Key takeaways for IT leaders
Kubernetes YAMLs are meant to make deployments repeatable and declarative. In practice they become the paper trail for configuration sprawl: namespaces, PersistentVolumeClaims, StorageClasses, secrets and policies are assembled by developers and operators independently, producing friction around storage provisioning, backups, retention and cost. The operational problem isn’t YAML itself — it’s the mismatch between ephemeral, container-first application lifecycles and traditional block/file storage that still requires manual LUNs, separate backup jobs, and point solutions for compliance.
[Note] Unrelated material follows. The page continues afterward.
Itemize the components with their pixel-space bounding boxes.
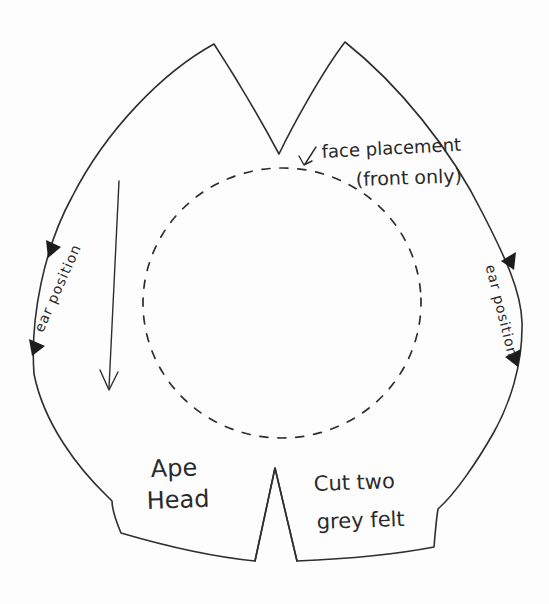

Traditional storage stacks were built for VMs and predictable capacity planning. They break down under cloud-native workflows because they’re siloed, manual and expensive to operate at scale. That’s why the pragmatic move for mid-market IT teams and MSPs is to shift from array-centric thinking to an intelligent data platform that integrates with Kubernetes (CSI-aware), enforces policy at the manifest/namespace level, and treats data lifecycle, risk and cost as first-class controls. Platforms like STORViX aren’t magic — they’re engineered to close the operational gaps left by YAML-driven, container-native environments: automated snapshots/clones, policy-based retention, multi-tenant controls and cost visibility that actually tie back to the Kubernetes objects developers create every day.